His comments were met with open derision by Parker as she told the council, “Our belief is he is incorrect—as he is in many things.”
In addition to being the attorney for the No UnEqual Rights Coalition, a racially and politically diverse group of pastors and civic leaders organized to lead the referendum petition drive, Taylor also represents a group of pastors from the coalition who filed a civil rights lawsuit against Parker, accusing her of voter suppression and intimidation. The lawsuit was filed two days before the council’s ballot language vote.
In defense of the ballot language, Parker said the text is perfectly clear and in keeping with the city charter. The ballot language approved by the city council Aug. 5 stated: “Shall the City of Houston repeal the Houston Equal Rights Ordinance, Ord. No. 2014-530, which prohibits discrimination in city employment and city services, city contracts, public accommodations, private employment, and housing based on an individual’s sex, race, color, ethnicity, national origin, age, familial status, marital status, military status, religion, disability, sexual orientation, genetic information, gender identity, or pregnancy?”
But council members C.O. Bradford, Dave Martin, Michael Kubosh and Brenda Stardig maintained the November election is not about repealing the ERO and voted against the ballot measure.
“The voters in November cannot vote to repeal anything,” said Bradford, an attorney and one of the most outspoken critics of the ballot language during the Aug. 4 council meeting. “If the ballot language says anything about the voters repealing something, it’s wrong!”
Bradford voted for the ordinance last year but opposed the ballot language because he wanted “the ballot to be right.”
During debate, Parker insisted the language on the ballot was consistent with the petition calling for the repeal of the ERO. Dave Welch, executive director of the Houston Area Pastors Council (HAPC), said that reasoning may make sense but was inconsistent with the Supreme Court directive and the city charter.

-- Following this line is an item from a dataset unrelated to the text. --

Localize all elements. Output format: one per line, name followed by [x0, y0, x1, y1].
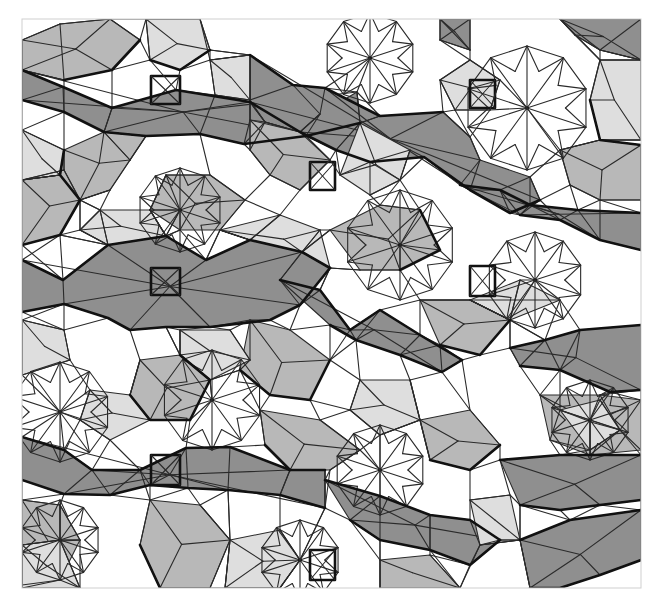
tiling-canvas — [0, 0, 660, 607]
pattern-area — [12, 13, 641, 600]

The charter, not the petition, Martin said, dictates the ballot language, which in its current form is a “purposeful attempt to mislead voters.” Martin’s Aug. 5 allegation continued a tone of acrimony between Parker and those who disagree with her ideologically or managerially.
During Taylor’s Aug. 4 public testimony, Parker took an unprovoked jab at Taylor. Just before calling on a council member to speak, she turned to Taylor and said, “I like the new hair color, by the way.”
Bradford chided Parker for her snide remarks, but Martin made it clear Parker, a lesbian, was operating by a blatant double standard.
Referring to himself, Martin said, “If Dave Martin had criticized a transgendered individual for the color of their hair my name and my picture would be on the first page of the paper and people would be calling for me to resign – immediately!”
Turning to Taylor who stood at the podium for addressing council, he added, “So for that, sir, I apologize. It’s not fair.”
Welch, who attended the Aug. 4 and 5 city council sessions said in his more than 30 years of work as a pastor and advocate for church-lead civic reforms he didn’t “recall seeing a more grotesque display of childish behavior.”
But that, he said, speaks to the “bigger narrative” of the year-long struggle—the spiritual nature of the work at hand.
“The pastors in this coalition representing every walk of life serve, minister to and are for what is best for the people in this great city,” the HAPC wrote in response to the ruling. “We are called to love and also to speak the truth that sets us free from that which would harm or destroy those God created in His image. We also have and will oppose any words or actions that in any way diminish the humanity and dignity of the individual, even those with whom we disagree.”